I’m still learning this topic, and I may refine my understanding more as I go, but this post will be helpful at least to me as a reminder of something I understood better today.
The hardest thing for me to get my head around so far on the subject of RxJS is how exactly we create and use an Observable that is not a Subject. Subjects make sense to me. Basically it just follows the pub-sub pattern. You can pass something a Subject, and then it can subscribe and respond in some way to messages posted from the Subject. And you can actually control what messages get posted using a subject#next method. Using a generic Observable, I could not figure out how you create on that could be useful at all. Making an Observable from a static array of numbers is something you see in the examples, and that is not at all useful.
I’m not going to go into a long, textbooky discussion. Here’s just a quick example of something I did. It probably isn’t even the best way to accomplish my goal, but it does illustrate some things I didn’t understand before.
I wrote a little wrapper around the $http service’s get method in AngularJS.
this._get = function(url) {
let iteration = 0;
let observable = new Observable((observer)=> {
let attempt = function() {
if (iteration >= numTries) {
observer.next({
status: "FAIL"
});
} else {
observer.next({
status: "ATTEMPTING",
data : {
attemptNum : iteration
}
});
iteration++;
$http.get(url)
.then((response)=>{
if (response.status == 200) {
observer.next({
status: "SUCCESS",
data : response.data
})
} else {
attempt();
}
})
.catch((e) =>{
attempt();
})
}
}
attempt();
})
return observable;
}
To create the observable function here, I defined the function that gets executed when someone subscribes to it. In short, what this does is attempt the $http.get several times, and it pushes updates on progress to the subscriber. As it turns out, inside this function, which gets passed into the constructor, you can use a next method to post messages to the subscriber—which is something you can’t do outside the constructor. I understand why now.
At first I did try to do this with a Subject because that was the only kind of Observable I knew how to work with. I first created the Subject at the top, and then I wrote some code very similar to what you see here, except that I had calls to subject.next, and this was not passed into the constructor of the Subject. That didn’t work, and finally I realized why.
Basically, by the time I had subscribed to the subject, I had already missed the first “ATTEMPT” message. With a subject, the execution does not wait until there is a subscriber. It broadcasts its messages to whomever has subscribed, and the subscriber only gets messages that are pushed from the Subject after it subscribes. But what I wanted was for this function to be executed only when I had actually subscribed to it. There was the important distinction I had been missing earlier, the reason why I didn’t understand to value of Observables and how to make one and how it posts values.
This also clarifies why you can’t execute something like a next method on an Observable outside its subscribe function. Basically, each subscriber gets its own copy of the Observable object and the stream of data it produces, in order, from the beginning. It doesn’t make any sense to execute next on an Observable that isn’t a Subject because that would mean sending all subscribers some message out of order whereas each subscriber to the Observable has its own stream, in order, instantiated as soon as he subscribes and not before.
Now, I am aware at least vaguely that there are built-in methods for bridging between promises and Observables, so there was probably a better way to accomplish what I did here. The point though is that you can do this and it works, and here we have a very basic example of constructing an Observable, and I could use this pattern in many situations where I want to do some kind of asynchronous thing and post updates about progress to the subscriber.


▸ **BRIEF**: Across the whole listing, copy out every line that includes the string "setiap".

#####

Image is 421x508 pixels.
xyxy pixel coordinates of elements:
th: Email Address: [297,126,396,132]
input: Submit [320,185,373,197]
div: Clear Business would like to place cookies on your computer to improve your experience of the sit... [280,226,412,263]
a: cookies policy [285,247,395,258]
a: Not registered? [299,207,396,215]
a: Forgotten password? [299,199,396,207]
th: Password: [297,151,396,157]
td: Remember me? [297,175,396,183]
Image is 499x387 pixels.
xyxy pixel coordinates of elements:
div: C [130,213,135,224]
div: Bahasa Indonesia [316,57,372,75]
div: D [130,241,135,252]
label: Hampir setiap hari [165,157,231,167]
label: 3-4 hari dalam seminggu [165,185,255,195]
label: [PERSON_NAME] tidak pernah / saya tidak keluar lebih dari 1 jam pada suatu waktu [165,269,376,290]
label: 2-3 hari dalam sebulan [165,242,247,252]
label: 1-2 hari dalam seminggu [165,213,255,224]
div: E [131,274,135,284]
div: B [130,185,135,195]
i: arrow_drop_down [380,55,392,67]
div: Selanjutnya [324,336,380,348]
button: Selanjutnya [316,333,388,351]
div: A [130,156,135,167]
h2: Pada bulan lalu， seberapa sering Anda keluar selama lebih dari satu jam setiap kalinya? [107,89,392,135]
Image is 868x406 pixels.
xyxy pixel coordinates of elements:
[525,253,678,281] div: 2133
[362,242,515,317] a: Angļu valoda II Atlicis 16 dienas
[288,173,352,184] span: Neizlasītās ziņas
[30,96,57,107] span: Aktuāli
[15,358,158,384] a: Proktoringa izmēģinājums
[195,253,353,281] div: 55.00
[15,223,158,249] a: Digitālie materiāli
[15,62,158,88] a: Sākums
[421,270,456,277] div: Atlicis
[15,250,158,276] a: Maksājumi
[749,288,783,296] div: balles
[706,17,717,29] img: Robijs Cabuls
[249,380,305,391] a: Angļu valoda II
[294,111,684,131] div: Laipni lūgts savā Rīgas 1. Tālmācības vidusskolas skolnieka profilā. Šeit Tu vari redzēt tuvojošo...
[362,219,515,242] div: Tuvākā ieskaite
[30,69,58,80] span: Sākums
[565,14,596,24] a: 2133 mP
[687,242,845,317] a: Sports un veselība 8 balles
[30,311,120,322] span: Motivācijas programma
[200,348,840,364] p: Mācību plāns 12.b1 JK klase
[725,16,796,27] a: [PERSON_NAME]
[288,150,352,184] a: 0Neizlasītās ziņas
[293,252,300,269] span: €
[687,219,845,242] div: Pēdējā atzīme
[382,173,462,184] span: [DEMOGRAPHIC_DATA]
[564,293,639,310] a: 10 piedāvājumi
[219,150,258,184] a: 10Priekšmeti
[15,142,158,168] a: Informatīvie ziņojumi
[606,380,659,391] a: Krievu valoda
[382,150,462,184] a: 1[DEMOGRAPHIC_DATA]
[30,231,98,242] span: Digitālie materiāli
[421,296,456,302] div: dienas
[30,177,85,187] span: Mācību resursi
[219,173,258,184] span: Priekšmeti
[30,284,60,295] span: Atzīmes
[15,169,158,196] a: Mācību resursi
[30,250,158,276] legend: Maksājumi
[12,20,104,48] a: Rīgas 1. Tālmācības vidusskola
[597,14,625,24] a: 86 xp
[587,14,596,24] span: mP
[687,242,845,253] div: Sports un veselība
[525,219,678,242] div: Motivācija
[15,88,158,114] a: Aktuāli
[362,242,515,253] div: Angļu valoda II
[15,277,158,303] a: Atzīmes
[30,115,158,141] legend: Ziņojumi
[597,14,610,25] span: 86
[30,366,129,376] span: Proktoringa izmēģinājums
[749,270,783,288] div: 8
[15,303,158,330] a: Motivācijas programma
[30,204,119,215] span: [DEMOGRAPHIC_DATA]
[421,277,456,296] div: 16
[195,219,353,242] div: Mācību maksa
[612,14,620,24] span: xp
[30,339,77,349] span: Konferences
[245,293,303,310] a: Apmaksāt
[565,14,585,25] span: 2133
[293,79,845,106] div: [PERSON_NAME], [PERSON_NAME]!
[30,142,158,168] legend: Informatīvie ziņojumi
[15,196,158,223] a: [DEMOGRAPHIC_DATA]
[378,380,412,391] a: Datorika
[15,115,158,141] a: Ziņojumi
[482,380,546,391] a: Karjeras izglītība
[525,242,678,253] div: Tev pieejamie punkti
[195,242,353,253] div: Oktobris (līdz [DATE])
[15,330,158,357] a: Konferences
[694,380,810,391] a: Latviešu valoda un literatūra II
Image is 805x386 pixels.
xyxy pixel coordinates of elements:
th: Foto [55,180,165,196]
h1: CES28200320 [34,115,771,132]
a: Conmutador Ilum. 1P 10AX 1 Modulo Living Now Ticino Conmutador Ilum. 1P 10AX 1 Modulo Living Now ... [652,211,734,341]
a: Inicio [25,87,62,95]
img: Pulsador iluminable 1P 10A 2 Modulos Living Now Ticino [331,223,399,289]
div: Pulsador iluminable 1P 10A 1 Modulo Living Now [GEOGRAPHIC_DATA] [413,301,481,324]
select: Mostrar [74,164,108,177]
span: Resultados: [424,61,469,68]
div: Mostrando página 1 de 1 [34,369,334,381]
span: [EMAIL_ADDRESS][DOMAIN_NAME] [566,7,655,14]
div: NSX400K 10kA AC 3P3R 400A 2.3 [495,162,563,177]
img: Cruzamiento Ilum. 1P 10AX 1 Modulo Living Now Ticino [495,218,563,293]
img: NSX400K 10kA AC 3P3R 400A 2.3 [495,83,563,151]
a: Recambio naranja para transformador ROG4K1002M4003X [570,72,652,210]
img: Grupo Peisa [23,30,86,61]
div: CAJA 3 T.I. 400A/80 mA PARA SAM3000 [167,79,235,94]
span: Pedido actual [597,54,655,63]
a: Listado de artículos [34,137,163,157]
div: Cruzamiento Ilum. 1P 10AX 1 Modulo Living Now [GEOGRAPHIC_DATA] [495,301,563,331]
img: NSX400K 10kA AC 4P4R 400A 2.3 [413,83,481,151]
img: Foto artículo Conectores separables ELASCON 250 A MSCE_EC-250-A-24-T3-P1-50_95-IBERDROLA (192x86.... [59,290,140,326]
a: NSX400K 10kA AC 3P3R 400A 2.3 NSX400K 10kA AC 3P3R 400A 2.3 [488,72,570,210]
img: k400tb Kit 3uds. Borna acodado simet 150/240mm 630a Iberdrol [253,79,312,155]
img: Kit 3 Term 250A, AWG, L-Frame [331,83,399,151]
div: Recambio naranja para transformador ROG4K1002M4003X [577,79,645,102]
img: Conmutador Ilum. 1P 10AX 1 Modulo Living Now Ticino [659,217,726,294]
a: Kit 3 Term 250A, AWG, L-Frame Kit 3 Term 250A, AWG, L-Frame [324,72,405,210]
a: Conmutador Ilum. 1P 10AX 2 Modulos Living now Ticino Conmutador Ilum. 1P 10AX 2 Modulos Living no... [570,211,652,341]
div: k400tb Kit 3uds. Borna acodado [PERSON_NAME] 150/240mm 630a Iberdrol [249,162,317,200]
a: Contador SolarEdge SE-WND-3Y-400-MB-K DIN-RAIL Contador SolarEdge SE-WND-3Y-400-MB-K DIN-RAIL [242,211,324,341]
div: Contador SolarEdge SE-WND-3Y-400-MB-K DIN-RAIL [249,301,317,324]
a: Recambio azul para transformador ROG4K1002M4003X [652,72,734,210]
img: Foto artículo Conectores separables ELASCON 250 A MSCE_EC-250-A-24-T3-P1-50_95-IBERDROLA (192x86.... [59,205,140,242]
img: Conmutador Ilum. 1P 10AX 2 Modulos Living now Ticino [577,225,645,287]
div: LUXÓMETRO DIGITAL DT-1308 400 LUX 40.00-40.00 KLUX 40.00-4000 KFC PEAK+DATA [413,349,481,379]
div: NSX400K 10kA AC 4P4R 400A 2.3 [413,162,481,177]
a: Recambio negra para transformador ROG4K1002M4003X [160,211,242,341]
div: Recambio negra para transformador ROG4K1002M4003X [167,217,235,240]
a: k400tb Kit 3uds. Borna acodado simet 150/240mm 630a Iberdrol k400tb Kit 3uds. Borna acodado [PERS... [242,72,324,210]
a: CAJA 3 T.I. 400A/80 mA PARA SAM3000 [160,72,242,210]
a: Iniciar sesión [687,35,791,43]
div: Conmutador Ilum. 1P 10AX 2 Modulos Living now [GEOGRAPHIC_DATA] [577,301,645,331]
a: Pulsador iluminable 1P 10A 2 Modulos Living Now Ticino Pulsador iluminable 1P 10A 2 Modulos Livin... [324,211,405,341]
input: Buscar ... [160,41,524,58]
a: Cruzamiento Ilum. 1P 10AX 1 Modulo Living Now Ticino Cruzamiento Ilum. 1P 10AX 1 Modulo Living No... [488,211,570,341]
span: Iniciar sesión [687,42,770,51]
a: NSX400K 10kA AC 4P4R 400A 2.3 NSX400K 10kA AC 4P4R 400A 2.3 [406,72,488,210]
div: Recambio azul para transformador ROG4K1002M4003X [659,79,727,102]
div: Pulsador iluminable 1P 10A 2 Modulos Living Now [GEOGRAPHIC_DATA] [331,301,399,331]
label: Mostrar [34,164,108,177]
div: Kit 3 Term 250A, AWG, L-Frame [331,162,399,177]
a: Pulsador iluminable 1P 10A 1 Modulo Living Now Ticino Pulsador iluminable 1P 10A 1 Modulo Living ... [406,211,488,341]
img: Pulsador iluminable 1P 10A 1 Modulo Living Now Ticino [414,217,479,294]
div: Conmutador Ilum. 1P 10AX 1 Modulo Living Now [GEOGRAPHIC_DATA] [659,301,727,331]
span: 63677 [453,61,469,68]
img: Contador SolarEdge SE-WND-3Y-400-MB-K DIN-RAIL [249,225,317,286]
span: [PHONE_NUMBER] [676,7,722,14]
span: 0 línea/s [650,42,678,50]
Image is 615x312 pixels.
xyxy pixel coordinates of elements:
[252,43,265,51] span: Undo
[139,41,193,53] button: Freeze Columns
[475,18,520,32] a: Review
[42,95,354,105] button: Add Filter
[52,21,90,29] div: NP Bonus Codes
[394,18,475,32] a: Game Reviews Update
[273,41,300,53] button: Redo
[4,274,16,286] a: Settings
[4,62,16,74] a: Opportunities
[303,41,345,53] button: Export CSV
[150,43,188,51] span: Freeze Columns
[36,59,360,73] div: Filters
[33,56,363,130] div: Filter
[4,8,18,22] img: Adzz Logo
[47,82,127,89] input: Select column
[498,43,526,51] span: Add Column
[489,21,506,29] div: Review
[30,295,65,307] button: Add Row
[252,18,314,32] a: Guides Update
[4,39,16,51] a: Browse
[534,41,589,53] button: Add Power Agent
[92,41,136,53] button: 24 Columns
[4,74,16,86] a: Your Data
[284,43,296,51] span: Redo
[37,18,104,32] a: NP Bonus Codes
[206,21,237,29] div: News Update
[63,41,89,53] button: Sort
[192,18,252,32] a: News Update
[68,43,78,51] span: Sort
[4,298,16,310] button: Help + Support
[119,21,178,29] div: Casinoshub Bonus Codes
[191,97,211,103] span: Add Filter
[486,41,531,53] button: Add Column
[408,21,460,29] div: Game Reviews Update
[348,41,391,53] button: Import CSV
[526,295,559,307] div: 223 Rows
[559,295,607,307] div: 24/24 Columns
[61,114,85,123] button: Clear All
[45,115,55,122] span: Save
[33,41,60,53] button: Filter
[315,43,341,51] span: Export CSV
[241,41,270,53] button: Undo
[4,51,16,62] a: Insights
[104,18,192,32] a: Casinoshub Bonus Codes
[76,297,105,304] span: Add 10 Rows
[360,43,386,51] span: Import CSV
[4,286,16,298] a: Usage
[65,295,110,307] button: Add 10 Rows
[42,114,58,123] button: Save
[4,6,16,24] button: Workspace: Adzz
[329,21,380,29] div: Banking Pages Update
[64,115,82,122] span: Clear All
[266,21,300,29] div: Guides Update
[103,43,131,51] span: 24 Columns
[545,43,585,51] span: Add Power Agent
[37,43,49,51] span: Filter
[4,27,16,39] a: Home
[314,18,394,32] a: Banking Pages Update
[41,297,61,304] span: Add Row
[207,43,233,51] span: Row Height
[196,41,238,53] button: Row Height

#####

▸ **SOLUTION FOR THIS EXERCISE**:
label: Hampir setiap hari [165,157,231,167]
h2: Pada bulan lalu， seberapa sering Anda keluar selama lebih dari satu jam setiap kalinya? [107,89,392,135]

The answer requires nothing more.